This is the second in a series of posts looking critically at an excellent counterargument to early retirement from The White Coat Investor.
The first article in the series can be found here.
Today’s argument deals with the variable value of Social Security.
The first part of the argument is this:
For some bizarre reason, a lot of people have stopped planning on having any kind of Social Security when they’re retired. I don’t think this is wise. Social Security is an extremely popular program, and honestly, it’s one of the best government programs out there. Fixing it is a simple math problem (unlike Medicare.) Raise taxes a little bit, decrease benefits slightly, and increase the full social security retirement age slightly and voila, it’s solvent for centuries.
I actually have no criticism of this statement. I think that it is 100% correct. To summarize;
- Social Security is a wonderful and politically popular program.
- The doom and gloom surrounding the solvency of Social Security is very much overstated.
- As mentioned above little tweaks to it will extend the trust fund out indefinitely.
- Additionally Social Security’s solvency is often conflated with the national debt which it shouldn’t be. It is a separate trust fund. (My point)
So let’s move on to the heart of the argument:
As an early retiree at 50, you don’t get to count on that income for at least the first 12 years of retirement, and possibly for the first two decades. How much income are we talking about? Well, the maximum social security benefit for 2011 was $2366 a month. That assumed one started working at 21, paid the maximum each year, and retired at age 66. Adjusting that for age 70 (about 8% a year) gets you to $3219 a month. Remember that your spouse will also have a benefit. Just to make things easy, let’s assume the spouse gets ½ of your benefit. That’s a total of $4829 a month, or $57,948 a year, adjusted to inflation. When you consider Social Security, the doc who retires at 70 only needs to save 5% of his income each year versus the early retiree’s 38% (almost 8 times as much savings). Granted, the early retiree will also eventually get a Social Security benefit, but if you don’t get it for 12-20 years, and you need your stash to last an extra decade or two, you really can’t use a more aggressive withdrawal rate to make up for it.

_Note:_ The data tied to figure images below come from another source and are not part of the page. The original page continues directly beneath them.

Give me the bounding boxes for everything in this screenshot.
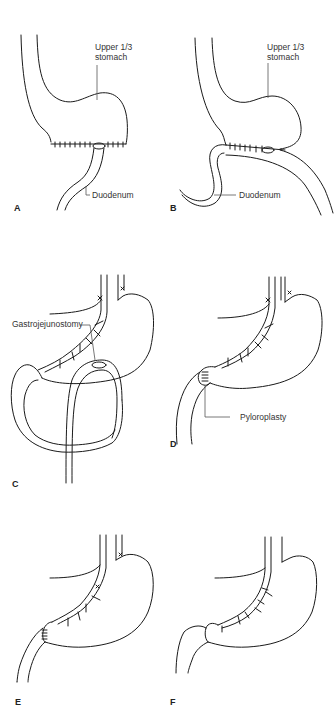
label-pyloroplasty: Pyloroplasty [240,412,287,422]
suture-marks [202,291,291,381]
panel-label-f: F [170,697,176,707]
efferent-limb [280,150,333,213]
panel-d: Pyloroplasty D [170,277,322,449]
vagus-nerve-line [50,300,101,314]
duodenum-wall [176,626,206,673]
duodenum-wall [57,148,94,210]
esophagus-left-wall [195,38,226,145]
panel-label-c: C [12,479,19,489]
pylorus-outline [205,623,218,642]
anastomosis-opening [262,147,274,153]
duodenum-wall [28,642,45,682]
panel-c: Gastrojejunostomy C [11,275,153,489]
stomach-outline [210,294,322,388]
panel-f: F [170,537,317,707]
panel-b: Upper 1/3 stomach Duodenum B [170,38,333,215]
duodenum-wall [191,383,210,444]
label-upper-stomach: stomach [95,52,127,62]
esophagus-wall [215,277,269,367]
jejunum-loop-inner [182,153,224,206]
panel-label-e: E [15,697,21,707]
esophagus-wall [58,535,106,624]
label-duodenum: Duodenum [92,190,134,200]
esophagus-wall [218,537,265,625]
panel-label-b: B [170,203,177,213]
gastrojejunostomy-opening [92,362,106,368]
suture-marks [42,553,122,639]
panel-label-a: A [14,203,21,213]
duodenum-wall [188,642,208,673]
jejunal-loop [72,370,117,483]
label-duodenum: Duodenum [239,190,281,200]
leader-line [205,385,230,417]
label-upper-stomach: Upper 1/3 [95,42,133,52]
duodenum-wall [176,372,200,444]
pylorus-outline [198,367,215,386]
vagus-nerve-line [50,565,100,578]
panel-a: Upper 1/3 stomach Duodenum A [14,35,134,213]
duodenum-wall [17,628,43,683]
panel-label-d: D [170,439,177,449]
duodenum-wall [65,148,104,210]
surgical-diagram: Upper 1/3 stomach Duodenum A Upper 1/3 s… [0,0,336,713]
label-upper-stomach: Upper 1/3 [267,42,305,52]
label-gastrojejunostomy: Gastrojejunostomy [12,319,84,329]
vagus-nerve-line [218,304,269,318]
panel-e: E [15,535,153,707]
label-upper-stomach: stomach [267,52,299,62]
leader-line [86,186,90,195]
esophagus-wall [52,535,100,622]
vagus-nerve-line [215,568,265,578]
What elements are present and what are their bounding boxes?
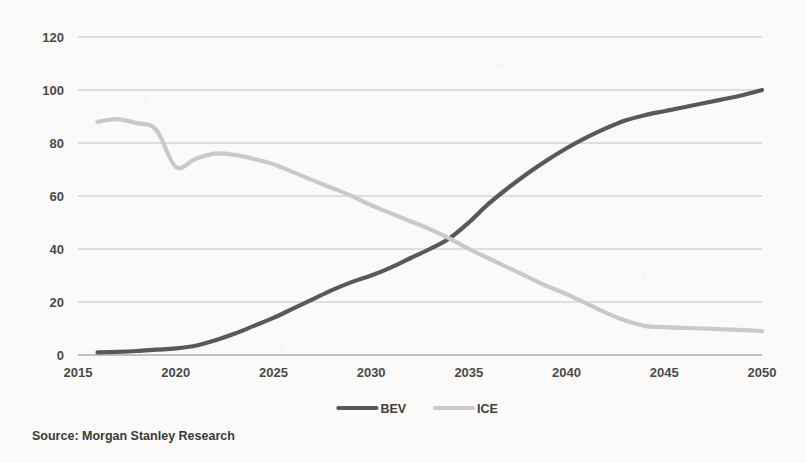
legend-label-bev: BEV	[380, 402, 406, 416]
source-caption: Source: Morgan Stanley Research	[32, 429, 235, 443]
chart-legend: BEVICE	[338, 402, 497, 416]
series-line-ice	[98, 119, 762, 331]
x-tick-label: 2040	[552, 365, 581, 380]
y-tick-label: 100	[42, 83, 64, 98]
x-tick-label: 2015	[64, 365, 93, 380]
legend-label-ice: ICE	[477, 402, 498, 416]
x-tick-label: 2045	[650, 365, 679, 380]
y-tick-label: 20	[50, 295, 64, 310]
y-tick-label: 80	[50, 136, 64, 151]
x-tick-label: 2030	[357, 365, 386, 380]
y-axis-tick-labels: 020406080100120	[42, 30, 64, 363]
y-tick-label: 0	[57, 348, 64, 363]
y-tick-label: 40	[50, 242, 64, 257]
x-tick-label: 2050	[748, 365, 777, 380]
x-tick-label: 2035	[454, 365, 483, 380]
y-tick-label: 120	[42, 30, 64, 45]
legend-item-ice[interactable]: ICE	[435, 402, 498, 416]
x-tick-label: 2020	[161, 365, 190, 380]
series-line-bev	[98, 90, 762, 352]
chart-container: 020406080100120 201520202025203020352040…	[0, 0, 806, 463]
data-series-group	[98, 90, 762, 352]
y-tick-label: 60	[50, 189, 64, 204]
x-tick-label: 2025	[259, 365, 288, 380]
legend-item-bev[interactable]: BEV	[338, 402, 406, 416]
gridlines-group	[78, 37, 762, 355]
line-chart: 020406080100120 201520202025203020352040…	[0, 0, 806, 463]
x-axis-tick-labels: 20152020202520302035204020452050	[64, 365, 777, 380]
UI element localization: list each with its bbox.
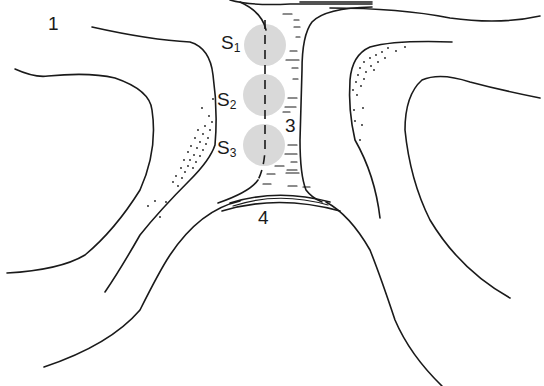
left-lower-contour xyxy=(218,180,258,203)
diagram-canvas: 1 S1 S2 S3 3 4 xyxy=(0,0,544,386)
label-s1-main: S xyxy=(221,32,234,53)
label-s2-main: S xyxy=(217,89,230,110)
circle-s2 xyxy=(243,74,285,116)
lower-arch-outline xyxy=(44,201,442,386)
label-region-1: 1 xyxy=(48,14,59,33)
left-tooth-contour xyxy=(92,27,216,292)
left-outer-contour xyxy=(7,69,154,273)
label-region-3: 3 xyxy=(285,116,296,135)
diagram-drawing xyxy=(0,0,544,386)
circle-s1 xyxy=(244,24,286,66)
right-tooth-contour xyxy=(350,42,452,218)
label-region-3-text: 3 xyxy=(285,115,296,136)
label-s1-sub: 1 xyxy=(234,41,241,55)
label-region-4-text: 4 xyxy=(258,207,269,228)
label-s2-sub: 2 xyxy=(230,98,237,112)
label-s1: S1 xyxy=(221,33,240,54)
left-stippling xyxy=(147,98,214,218)
label-s3-sub: 3 xyxy=(230,146,237,160)
label-region-4: 4 xyxy=(258,208,269,227)
label-s3-main: S xyxy=(217,137,230,158)
label-s3: S3 xyxy=(217,138,236,159)
right-stippling xyxy=(352,46,406,141)
right-interproximal-outline xyxy=(300,7,372,202)
label-s2: S2 xyxy=(217,90,236,111)
label-region-1-text: 1 xyxy=(48,13,59,34)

It is certainly accurate that the early retiree will not be able to tap Social Security at least until age 62, and preferably until age 70. But by saving a healthy portion of his take-home income, the early retiree no longer needs Social Security. The assumption that allows him to retire early is that he is living off of the safe withdrawal rate of his nest egg.
This means that early retirement planning is very much based on a worst case scenario (a world with no Social Security) which, In turn, means that any Social Security that he eventually gets will be pure gravy; welcome additional income in his old age.
I do like the statistic about the 70-year-old physician only needing to save 5% of his income compared to the 50-year-old early retiree who needs to save 38% of his income.
But there is, of course, another way of looking at this. The 70-year-old retiree has to work 100% longer (40 years of work instead of 20 years of work) in order to live at the same level of income in retirement as the early retiree who saved 33% more of his take-home pay.
Viewed in this light, and postulating that minimal happiness was lost to decreased spending, isn’t this additional 33% saved extremely well compensated?
Which brings us to the final part of the argument around Social Security.
To make things worse, the early retiree gets slightly less Social Security when it finally does kick in because he paid into the system for less than 35 years.
This is a valid criticism.
There is no getting around the fact that if you work less than 35 years your ultimate Social Security payment will go down.
My suspicion, though, is that the money that you will save by not paying into Social Security for an additional 20 years, when invested, will be worth more then the money that you will eventually lose due to smaller Social Security payments.
Full disclosure: I did not actually do this calculation because I do not know how (if you do, please fact check me.) But my justification for this assumption is that the Social Security trust fund is invested in treasuries and it is expected that your portfolio (which will include some proportion of higher risk equities) will produce higher returns in the long run.
So as always it comes down to the question of how much additional happiness you lose for each additional fraction of savings percentage that you commit to.
Which is why I am not unlike a broken record. This ends up being the crucial question in deciding when you want to retire, no matter how I spin it.